■ WHAT THE TASK REQUIRES:
In the data below, the copy begins at the line containing "reading: 540 °F" and runs through the last line; repeat those lines exactly, minus the pictures.

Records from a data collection

**********

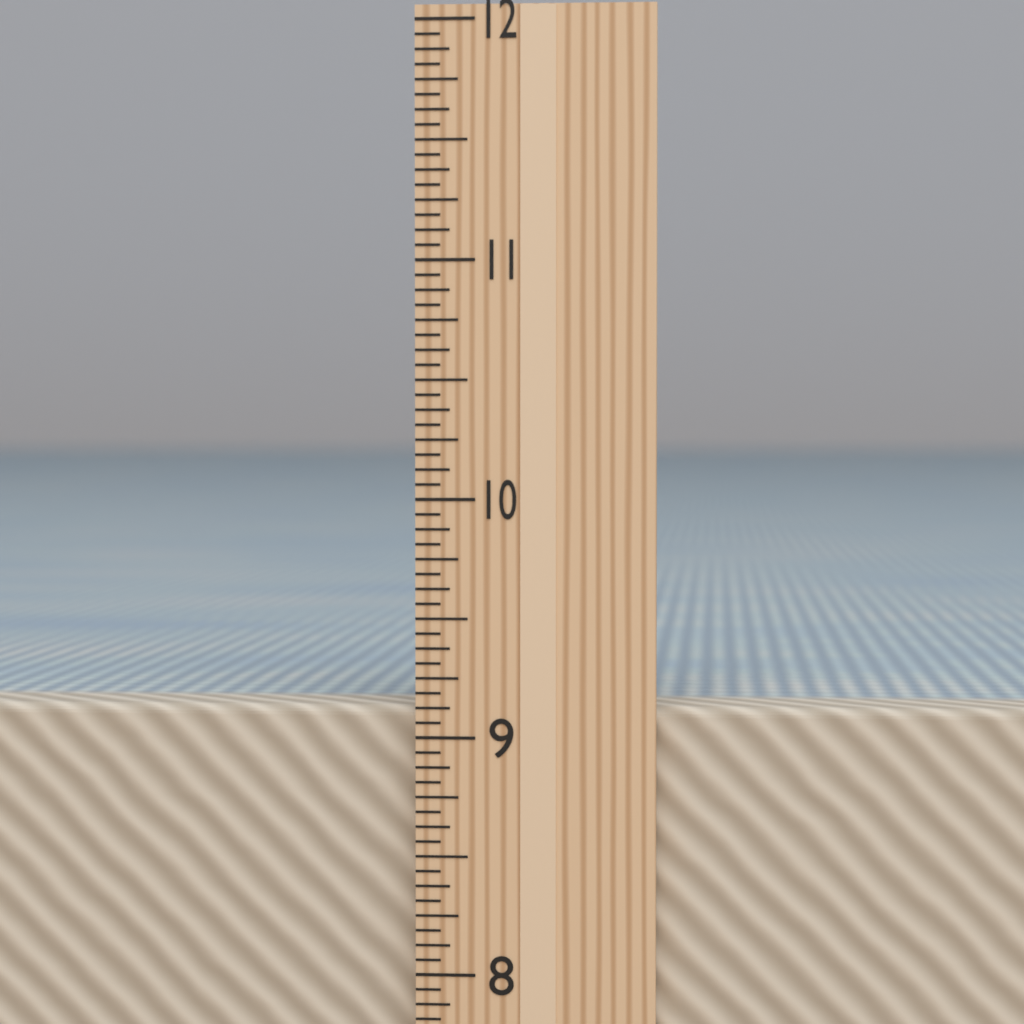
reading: 9.1250 in
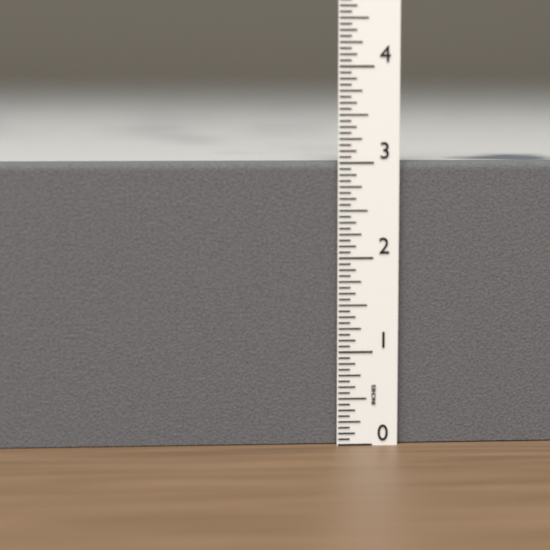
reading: 3.0000 in
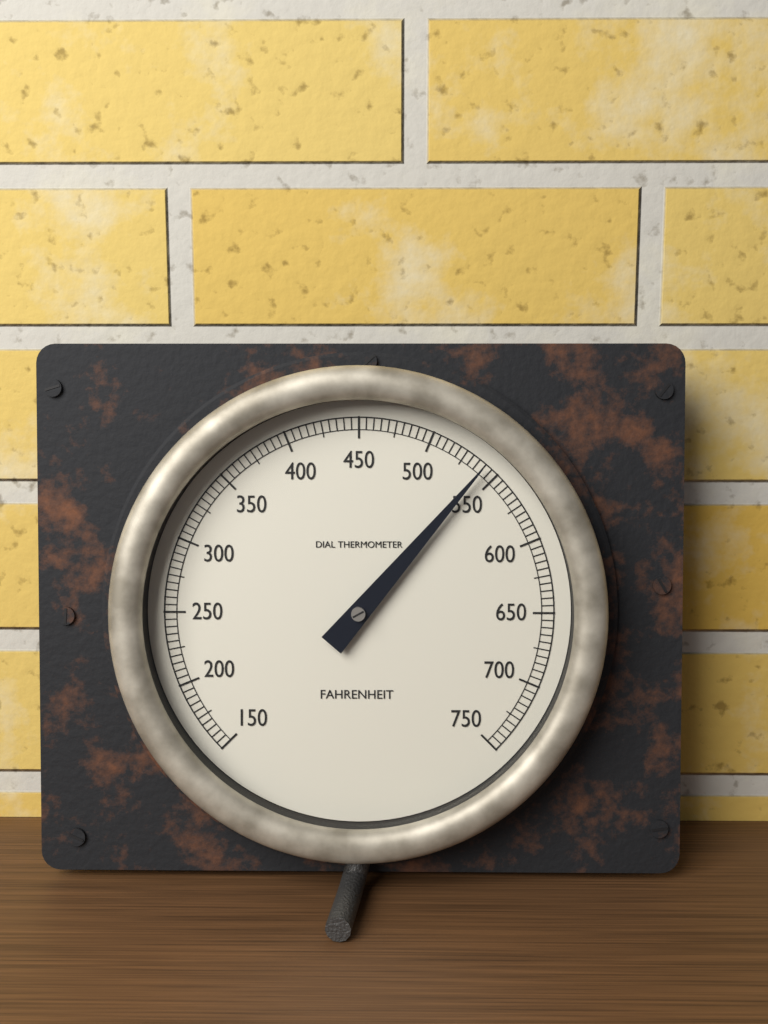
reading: 540 °F
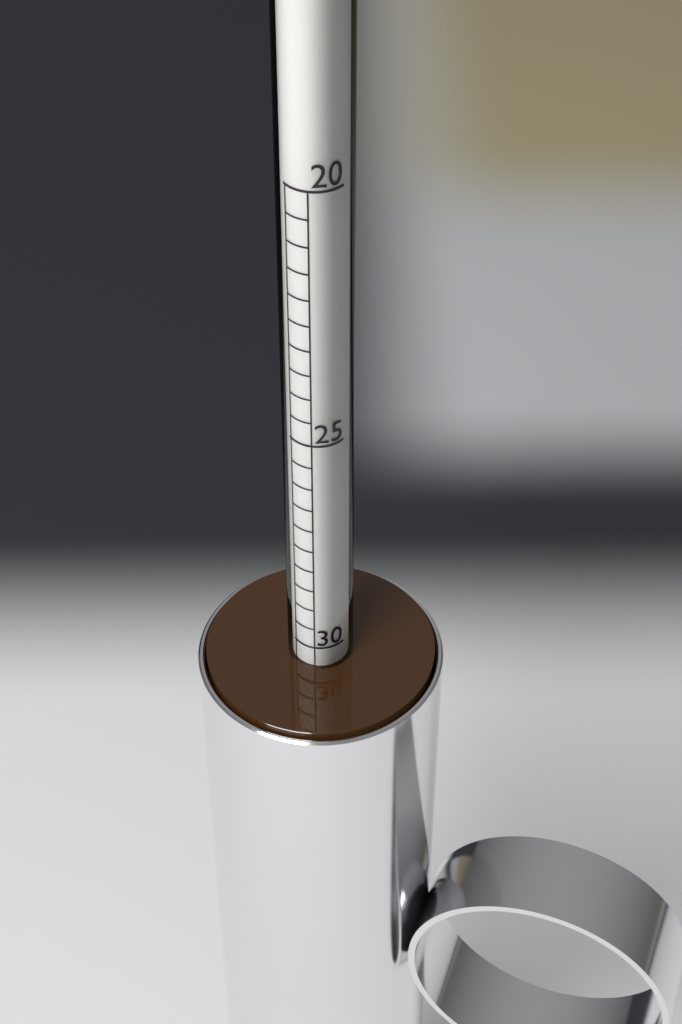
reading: 30.5 (no unit)
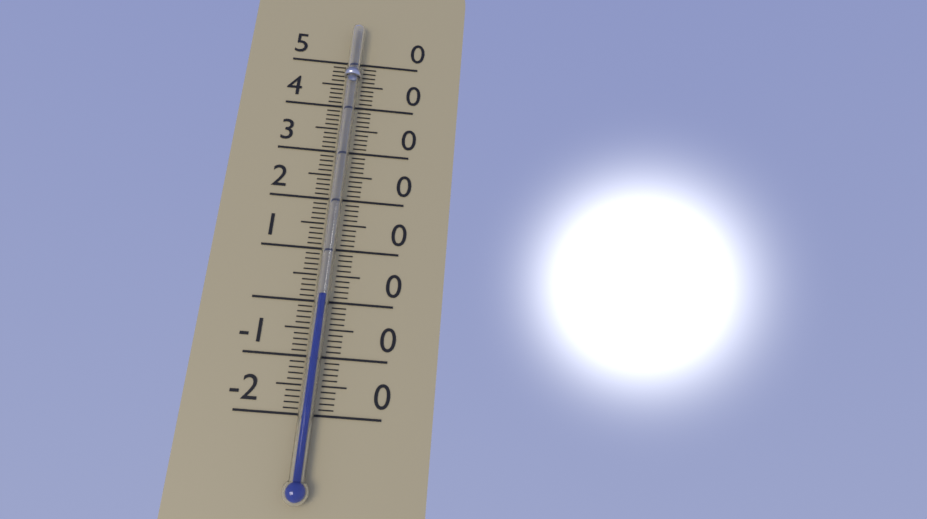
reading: 1 °C
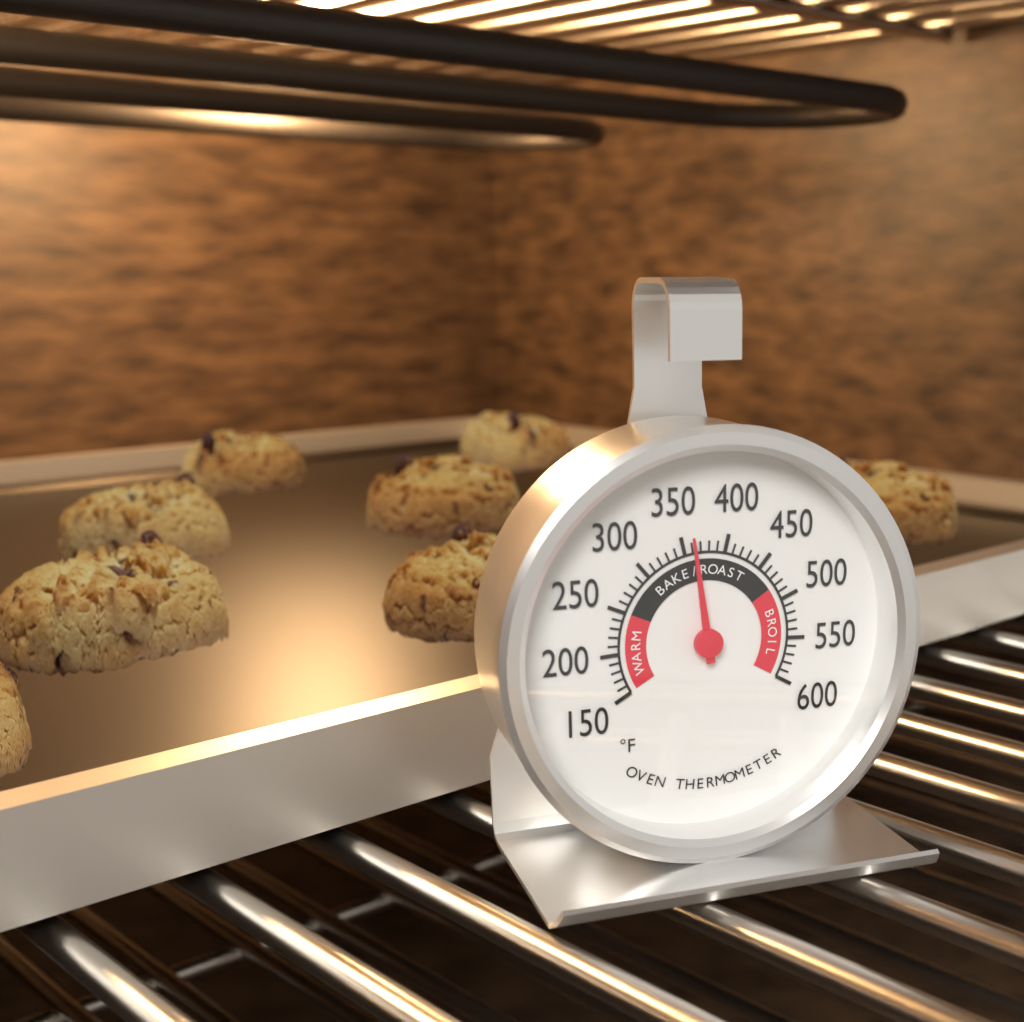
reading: 360 °F
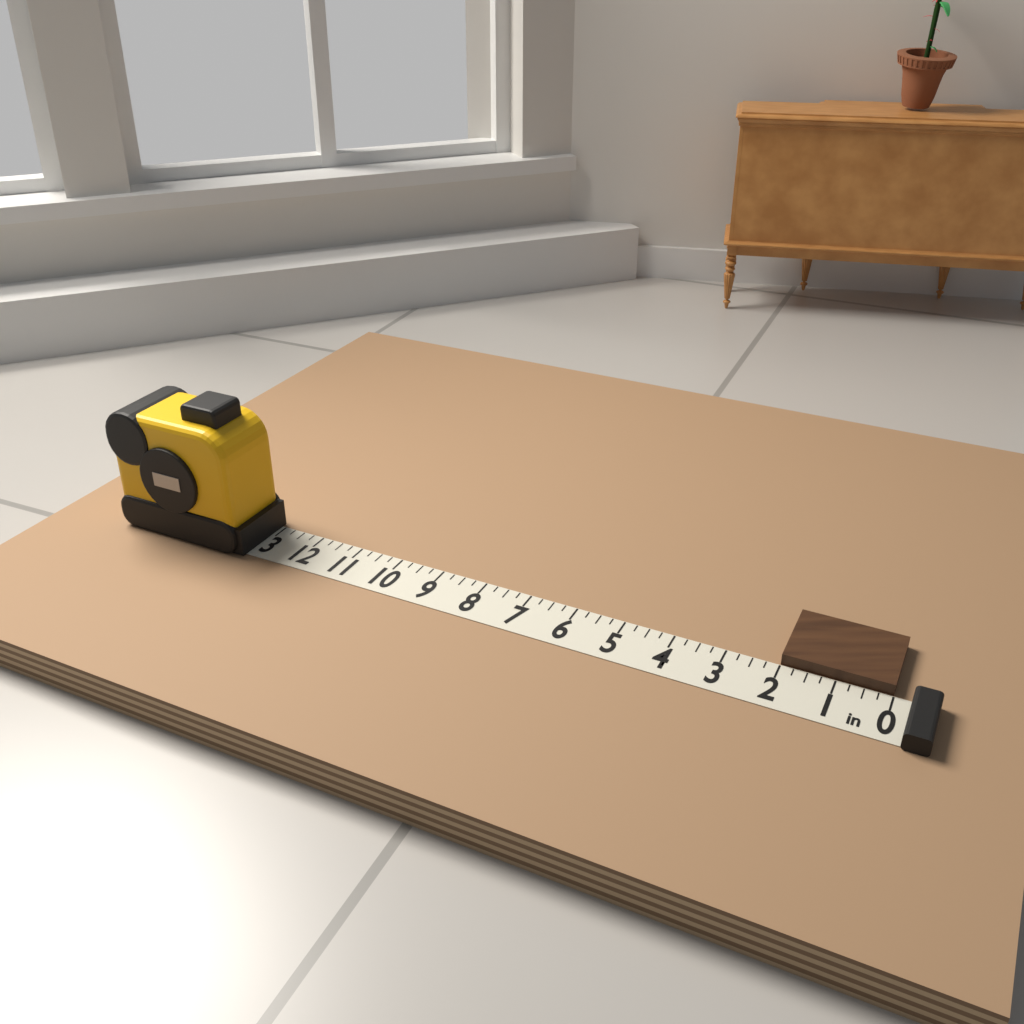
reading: 2.00 in
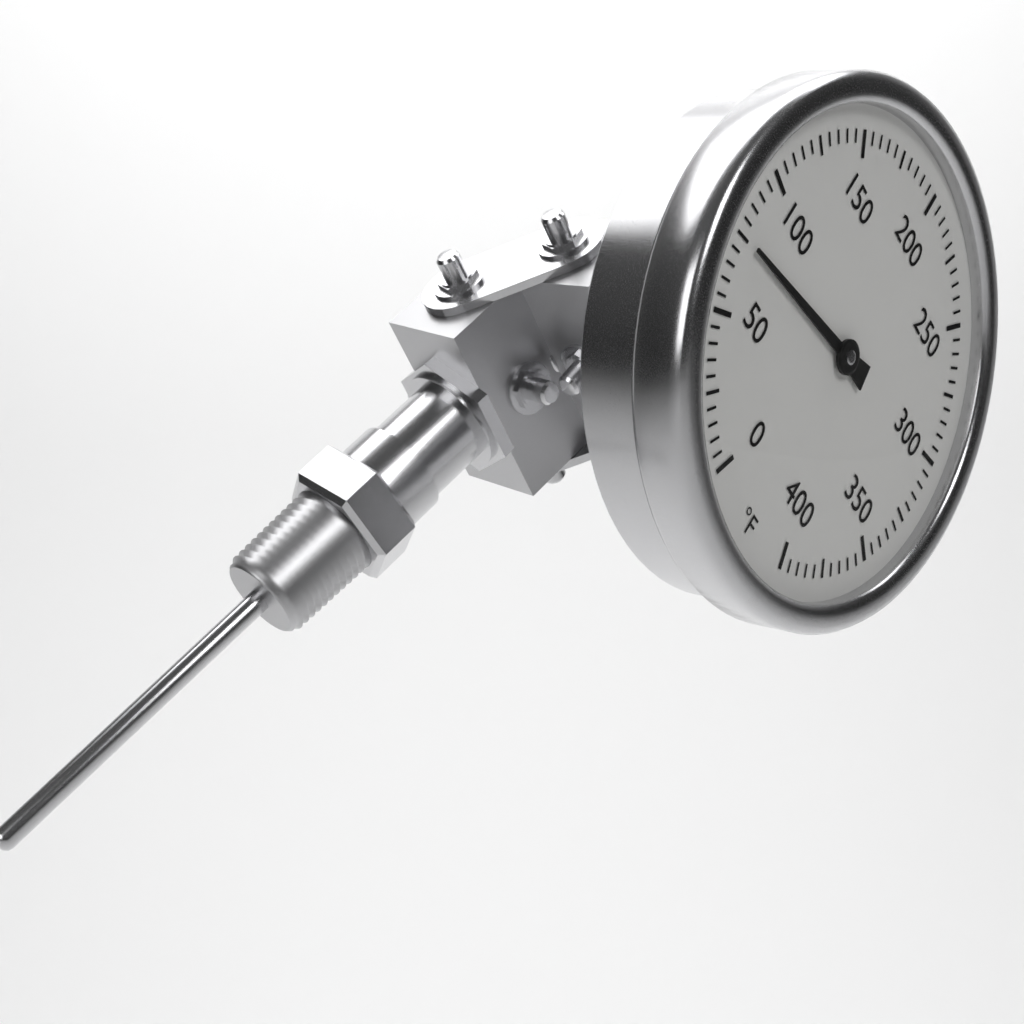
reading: 75 °F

**********

■ THE ANSWER:
reading: 540 °F
reading: 30.5 (no unit)
reading: 1 °C
reading: 360 °F
reading: 2.00 in
reading: 75 °F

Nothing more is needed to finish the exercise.